Review: Why Don’t You Play in Hell?

Dir. Sion Sono (2013)

 IMDB Synopsis: A renegade film crew becomes embroiled with a yakuza clan feud.

Score: Between Awesome and Perfect (4.5/5)

The following review contains minor spoilers.

Why don’t you play in hell, well that sounds a little aggressive right? First off, to answer the question, Should you see why don’t you play in hell? The answer is probably going to be no. UNLESS. You happen to be a mega-cinema nerd who loves comedies with buckets of blood and uncomfortable satire that cuts to the bone (often literally).

The film sets an odd tone from the very first few scenes, a young girl shills toothpaste in a commercial while singing a cute, catchy song. A group of preteen filmmakers film a local gang’s tussle while shouting acting directions at them, much to their confusion. These first couple scenes hit the bell of tonal juxtaposition with a sledgehammer. The rest of the movie rides this exaggerated, joyful, violent note right up until the closing credits. Our protagonists are filmmakers who cannot tell fiction from reality, which turns their craft into a slightly sickening, yet giddy, voyeurism.

Speaking of sickening, giddy voyeurism...the viewer’s going to be feeling this way frequently while participating in the story by watching it. Sion Sono walks a very fine line by crafting a narrative which wildly celebrates the passion of film-making while also calling it out as being kind of a pathetic goal at the same time. It’s a loving ribbing of the art-form and it’s artists; if by loving you mean cocaine coated and by ribbing you mean a chainsaw to the face. That’s not to mean the story has the snarky, condescending hipster attitude of a Coen brother film, it fully celebrates everything it destroys, drinking the blood of it’s victims to gain their power.

“Why don’t you play in hell” launches a full scale assault on the very idea that obsession, nostalgia, and fanboy-ism are in any way admirable qualities. Every single character has a heightened fixation of some kind. The yakuza boss who thinks he’d be a better father for an adorable girl than her current one. The would be director who is obsessed with cinema yet has never finished a single film. The hapless romantic fixated on the woman of his dreams whose father is dead set on killing him. Every character is driven by acute obsession or nostalgia and every character is utterly pathetic as a result. This isn’t to say that they’re uninteresting or saddening to watch, no, this movie is laugh out loud funny and delights in its characters while also capturing their own pitiful self-destruction. Their fanboy-level focus on one thing strips them from reality, like paint thinner splashed on a masterpiece. In Sion Sono’s world, reality cannot compete with their fantasies. Obsession, nostalgia, and living in their own fantasy world, leads to utter destruction.

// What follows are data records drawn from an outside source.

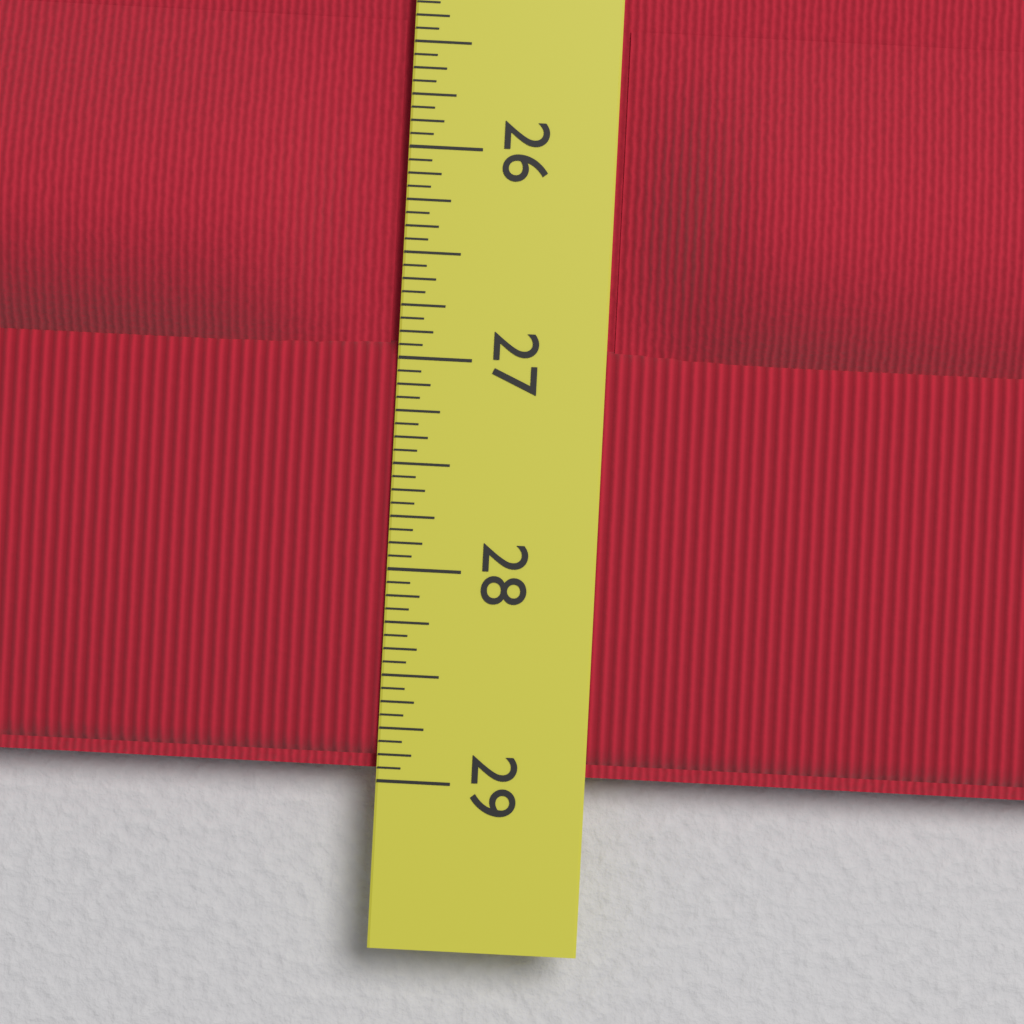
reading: 28.9375 in
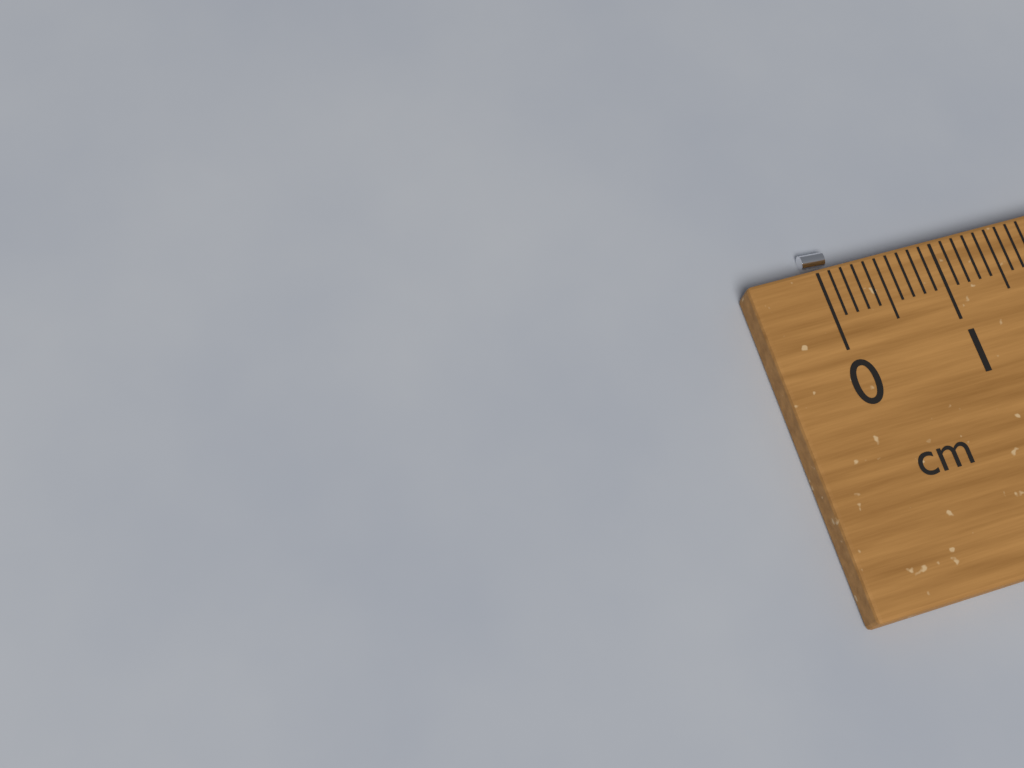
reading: 0.2 cm
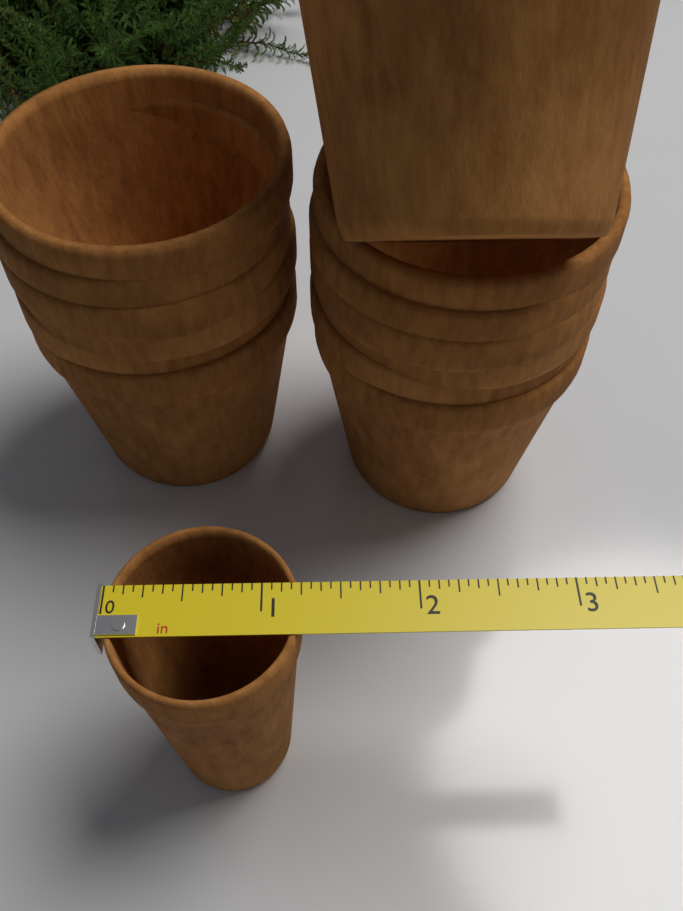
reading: 1.2500 in
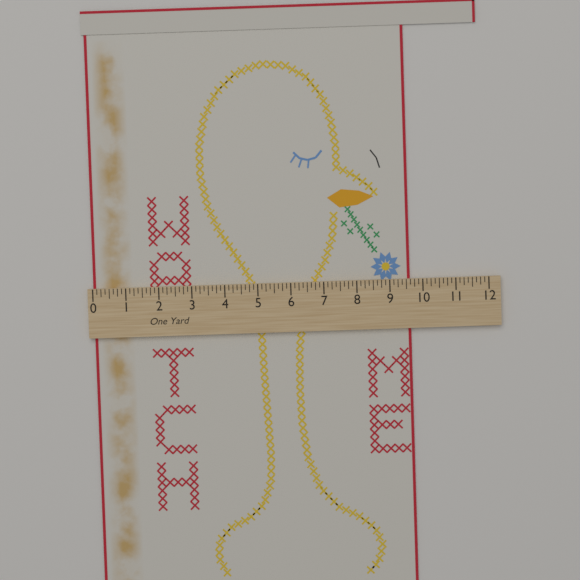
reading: 9.625 in
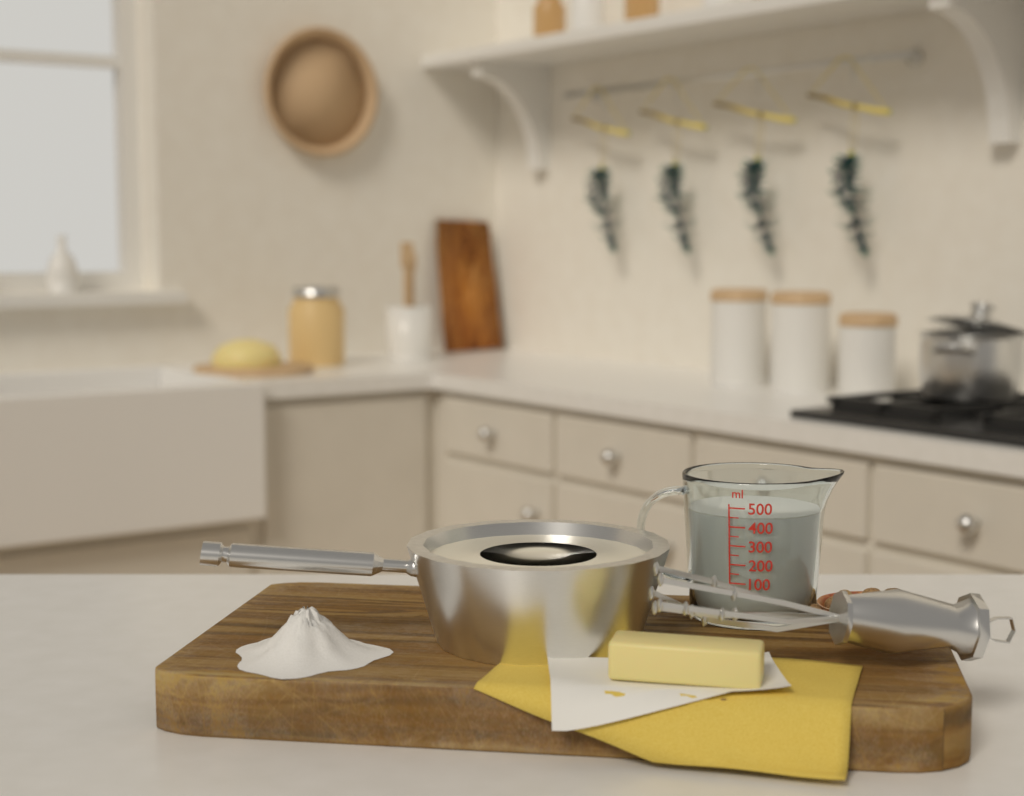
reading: 450 ml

Stripped down, the movie works as both a scathing condemnation of and glittery celebration of the mere concept of pop culture as a shallow, self-destructive, and pathetic drug whose participants willingly strip themselves away from everything real in a desperate attempt to inject some kind of passion into what would probably simply be a white-bread, lackluster life. Now, that sounds a little harsh. That sounds a little harsh because it IS harsh. Despite this bitter pill, Siono’s film never suggests we pity the pathetic character’s camping out in front of the cinema weeks before the next marvel/star wars/transformers sequel/spin off/remake comes out. The film suggests these characters are joyful in their own pathetic decay and we, as their audience, shouldn’t pity them, but instead, should delight in the absurdist fun they’re having DESPITE their pathetic decay!

As you may have guessed, this is NOT a movie everyone’s going to enjoy. Wildly gory, directly confrontational, aggressively cheerful, and oddly charming, “Why Don’t You Play in Hell” is hands down the most entertaining act of self-mutilation put to film. Because, you get the sense while watching, the message isn’t a weapon Sion Sono is wielding against hapless convention nerds. No. This is a movie Sion Sono made to call out Sion Sono. And if you’re the right kind of insane, as I consider myself to be, this is a movie with a message that punches you in the gut while clapping you on the back. When it’s over, if you’re anything like me, you’ll be grinning from ear to ear.